Art of the Month: Hail the Black Lioness — Zanele Muholi Shows Us the Ones Who Were Always Here

Katlego Mashiloane and Nosipho Lavuta, Ext. 2, Lakeside, Johannesburg 2007, From the series Being, by Zanele Muholi. Credit: YANCEY RICHARDSON

By Alliance Communications Coordinator Amy Durr

“The work that I produce is meant to be for every person. It could be a teacher. It could be a mother whose child is queer and wants to have a reference point to show to their kids and say that you are not alone. And it could be for the LGBTI people themselves to understand their worthiness.”
Zanele Muholi, in conversation with Tate

Having a child who is more than two of the words contained in the acronym LGBTQIA, I find myself hungry for representation of this community in visual arts. Hungry may be a crude way of putting it.

And yet, hunger is the way it feels. Not in any sexual way, although certainly some of Muholi’s work is purposefully, unapologetically sexual. No, more in the way of seeing the innumerable constellation of humans in their own particular radiances. Muholi gives me this gift, and I’m grateful.

Self-portrait from the Somnyama Ngonyama ("Hail the Black Lioness") series by acclaimed South African photographer and visual activist Zanele Muholi. Credit: Zanele Muholi

Zanele Muholi, who uses they/them pronouns, is a South African visual activist and photographer whose self-proclaimed mission is “to re-write a Black queer and trans visual history of South Africa for the world to know of our resistance and existence.”

For over a decade, they have documented Black lesbian, gay, bisexual, transgender and intersex lives in South Africa, responding to the continuing discrimination and violence faced by LGBTQ+ people there and everywhere.

Their ongoing series Faces and Phases, begun in 2006, depicts Black lesbian and transgender individuals in portraits of extraordinary dignity. These images are meant to offset the stigma and violence attached to queer identity, and to contribute toward a more democratic and representative visual history.

Bester I (Mayotte), 2015. From the series Somnyama Ngonyama. Gelatin silver print. Credit: Zanele Muholi

Their self-portrait series, Somnyama Ngonyama (Hail the Black Lioness) is something else entirely. Through dramatic lighting and deep contrast, Muholi uses their own body as canvas: reclaiming blackness, confronting the legacies of colonialism and apartheid, defying Eurocentric beauty standards with a gaze that is confrontational, witty, and searingly alive.

The photographs blur the line between photography and painting. They are impossible to look away from.

Muholi’s work holds more than I can name here — racism, domesticity, labor rights, homophobia, transphobia, the long reach of colonialism. It feels impossible to hold all of the ideas at once.

So I will set aside the intellectualism of these shimmering threads and return to what I know: I am overwhelmed and exhilarated, full of grief and hope.

I want the world to be better for people like Zanele Muholi, and for my beloved child.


- **Task statement**
Retype the entries below exactly, and keep every picture out of your version.

_ _ _ _ _

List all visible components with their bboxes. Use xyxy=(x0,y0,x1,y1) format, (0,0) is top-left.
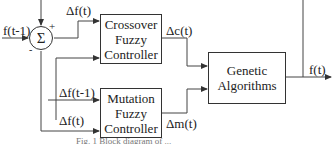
plus-sign: + xyxy=(49,20,55,33)
block-line: Fuzzy xyxy=(115,106,147,121)
sigma-symbol: Σ xyxy=(37,30,46,47)
signal-delta-c: Δc(t) xyxy=(166,24,192,37)
block-line: Controller xyxy=(104,47,157,62)
signal-delta-f-prev: Δf(t-1) xyxy=(59,86,95,99)
mutation-fuzzy-controller-block: Mutation Fuzzy Controller xyxy=(100,88,162,138)
block-line: Crossover xyxy=(105,17,158,32)
input-label-f-t-minus-1: f(t-1) xyxy=(3,24,30,37)
block-line: Fuzzy xyxy=(115,32,147,47)
signal-output-f-t: f(t) xyxy=(309,63,326,76)
genetic-algorithms-block: Genetic Algorithms xyxy=(208,52,286,104)
figure-caption: Fig. 1 Block diagram of ... xyxy=(76,136,171,144)
signal-delta-f-top: Δf(t) xyxy=(66,4,91,17)
block-line: Mutation xyxy=(107,91,155,106)
block-line: Algorithms xyxy=(217,78,276,93)
block-line: Controller xyxy=(104,121,157,136)
signal-delta-f-bottom: Δf(t) xyxy=(59,114,84,127)
block-line: Genetic xyxy=(227,63,267,78)
minus-sign: - xyxy=(29,43,32,56)
signal-delta-m: Δm(t) xyxy=(166,117,197,130)
crossover-fuzzy-controller-block: Crossover Fuzzy Controller xyxy=(100,14,162,64)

_ _ _ _ _

- **Response to the exercise**
List all visible components with their bboxes. Use xyxy=(x0,y0,x1,y1) format, (0,0) is top-left.
plus-sign: + xyxy=(49,20,55,33)
block-line: Fuzzy xyxy=(115,106,147,121)
sigma-symbol: Σ xyxy=(37,30,46,47)
signal-delta-c: Δc(t) xyxy=(166,24,192,37)
block-line: Controller xyxy=(104,47,157,62)
signal-delta-f-prev: Δf(t-1) xyxy=(59,86,95,99)
mutation-fuzzy-controller-block: Mutation Fuzzy Controller xyxy=(100,88,162,138)
block-line: Crossover xyxy=(105,17,158,32)
input-label-f-t-minus-1: f(t-1) xyxy=(3,24,30,37)
block-line: Fuzzy xyxy=(115,32,147,47)
signal-output-f-t: f(t) xyxy=(309,63,326,76)
genetic-algorithms-block: Genetic Algorithms xyxy=(208,52,286,104)
figure-caption: Fig. 1 Block diagram of ... xyxy=(76,136,171,144)
signal-delta-f-top: Δf(t) xyxy=(66,4,91,17)
block-line: Mutation xyxy=(107,91,155,106)
block-line: Algorithms xyxy=(217,78,276,93)
block-line: Controller xyxy=(104,121,157,136)
signal-delta-f-bottom: Δf(t) xyxy=(59,114,84,127)
block-line: Genetic xyxy=(227,63,267,78)
minus-sign: - xyxy=(29,43,32,56)
signal-delta-m: Δm(t) xyxy=(166,117,197,130)
crossover-fuzzy-controller-block: Crossover Fuzzy Controller xyxy=(100,14,162,64)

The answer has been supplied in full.